Single elephant suspected to have killed as many as 13 people in just a week in Indian jungle
Forest official says tusker turns violent after dark, attacking villagers and their homes, and disappears inside jungle during day
A rampaging elephant has killed at least 17 people amid an intensifying man-animal conflict in eastern India.
Authorities in Jharkhand state said an adult male elephant had carried out at least a dozen attacks in seven days across the Saranda forest belt. It killed 13 people in two days, including four members of a family, in separate attacks in the West Singhbhum district.
Chaibasa divisional forest officer Aditya Narayan said the tusker had been moving violently across the region for several days and changing its location rapidly, which made it difficult to track.
“The elephant appears to have turned rogue and our focus now is to tranquilise it at the earliest. We are certain it is in musth, which explains its heightened aggression. We’re trying our best to control the situation," he was quoted as saying by the Times of India. Musth is a periodic condition in bull elephants marked by heightened aggression and a surge in reproductive hormones.
The forest department has reportedly deployed around 80 personnel to control the animal and divert it to a safer location. Experts from the neighbouring state of West Bengal state have also been roped in to steer the elephant back into the forest.
The region is gripped by fear, villagers say, with families staying indoors and voicing particular concern for the safety of children and the elderly. Authorities have urged residents to avoid forested areas and remain vigilant.
Smita Pankaj, regional chief conservator of forests, told the newspaper the pattern of attacks remained consistent. “The elephant turns violent after dark, attacking houses and villagers,” she explained. “It moves extremely fast and keeps changing locations, repeatedly giving our teams the slip. But during the day, it almost becomes invisible, hiding deep inside the forests.”
Jharkhand has recorded nearly 1,300 deaths due to elephant attacks over the past 23 years, according to a recent study by the Wildlife Institute of India.
The elephant's erratic movement has forced the railways to cancel six pairs of trains in the region.
India’s environment ministry told the parliament earlier this year that about 80 wild elephants had been killed nationwide after being hit by trains between 2020-21 and 2024-25.
In one of the latest such incidents, eight tuskers were killed in late December when a passenger train struck a herd in the northeastern state of Assam, railway authorities said.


ABOUT THIS TASK: All of the data must be output without alteration.

DATA PROVIDED:
------------

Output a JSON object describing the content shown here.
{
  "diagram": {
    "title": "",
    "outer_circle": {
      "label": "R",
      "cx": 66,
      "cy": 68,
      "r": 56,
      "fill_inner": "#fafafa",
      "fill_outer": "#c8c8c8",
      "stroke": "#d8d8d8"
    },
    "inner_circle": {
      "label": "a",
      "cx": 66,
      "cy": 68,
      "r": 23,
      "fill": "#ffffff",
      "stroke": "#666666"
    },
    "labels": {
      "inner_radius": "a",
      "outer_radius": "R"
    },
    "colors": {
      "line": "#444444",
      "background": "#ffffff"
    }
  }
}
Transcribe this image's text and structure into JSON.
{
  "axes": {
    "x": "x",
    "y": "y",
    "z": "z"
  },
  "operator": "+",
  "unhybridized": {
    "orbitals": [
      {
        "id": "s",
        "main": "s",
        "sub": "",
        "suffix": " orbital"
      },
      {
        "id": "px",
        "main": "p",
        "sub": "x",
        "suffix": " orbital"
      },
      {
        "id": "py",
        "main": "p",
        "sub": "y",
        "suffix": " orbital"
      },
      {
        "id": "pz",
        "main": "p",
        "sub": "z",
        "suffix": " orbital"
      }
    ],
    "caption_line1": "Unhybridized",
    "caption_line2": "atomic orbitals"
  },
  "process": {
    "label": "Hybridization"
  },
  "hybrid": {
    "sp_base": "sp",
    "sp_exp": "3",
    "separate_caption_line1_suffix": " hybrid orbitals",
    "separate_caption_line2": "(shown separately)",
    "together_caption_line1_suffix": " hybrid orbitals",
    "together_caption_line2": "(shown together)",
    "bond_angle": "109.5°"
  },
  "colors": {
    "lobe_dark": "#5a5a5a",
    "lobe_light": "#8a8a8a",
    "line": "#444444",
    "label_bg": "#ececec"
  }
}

------------

EXERCISE SOLUTION:
Output a JSON object describing the content shown here.
{
  "diagram": {
    "title": "",
    "outer_circle": {
      "label": "R",
      "cx": 66,
      "cy": 68,
      "r": 56,
      "fill_inner": "#fafafa",
      "fill_outer": "#c8c8c8",
      "stroke": "#d8d8d8"
    },
    "inner_circle": {
      "label": "a",
      "cx": 66,
      "cy": 68,
      "r": 23,
      "fill": "#ffffff",
      "stroke": "#666666"
    },
    "labels": {
      "inner_radius": "a",
      "outer_radius": "R"
    },
    "colors": {
      "line": "#444444",
      "background": "#ffffff"
    }
  }
}
Transcribe this image's text and structure into JSON.
{
  "axes": {
    "x": "x",
    "y": "y",
    "z": "z"
  },
  "operator": "+",
  "unhybridized": {
    "orbitals": [
      {
        "id": "s",
        "main": "s",
        "sub": "",
        "suffix": " orbital"
      },
      {
        "id": "px",
        "main": "p",
        "sub": "x",
        "suffix": " orbital"
      },
      {
        "id": "py",
        "main": "p",
        "sub": "y",
        "suffix": " orbital"
      },
      {
        "id": "pz",
        "main": "p",
        "sub": "z",
        "suffix": " orbital"
      }
    ],
    "caption_line1": "Unhybridized",
    "caption_line2": "atomic orbitals"
  },
  "process": {
    "label": "Hybridization"
  },
  "hybrid": {
    "sp_base": "sp",
    "sp_exp": "3",
    "separate_caption_line1_suffix": " hybrid orbitals",
    "separate_caption_line2": "(shown separately)",
    "together_caption_line1_suffix": " hybrid orbitals",
    "together_caption_line2": "(shown together)",
    "bond_angle": "109.5°"
  },
  "colors": {
    "lobe_dark": "#5a5a5a",
    "lobe_light": "#8a8a8a",
    "line": "#444444",
    "label_bg": "#ececec"
  }
}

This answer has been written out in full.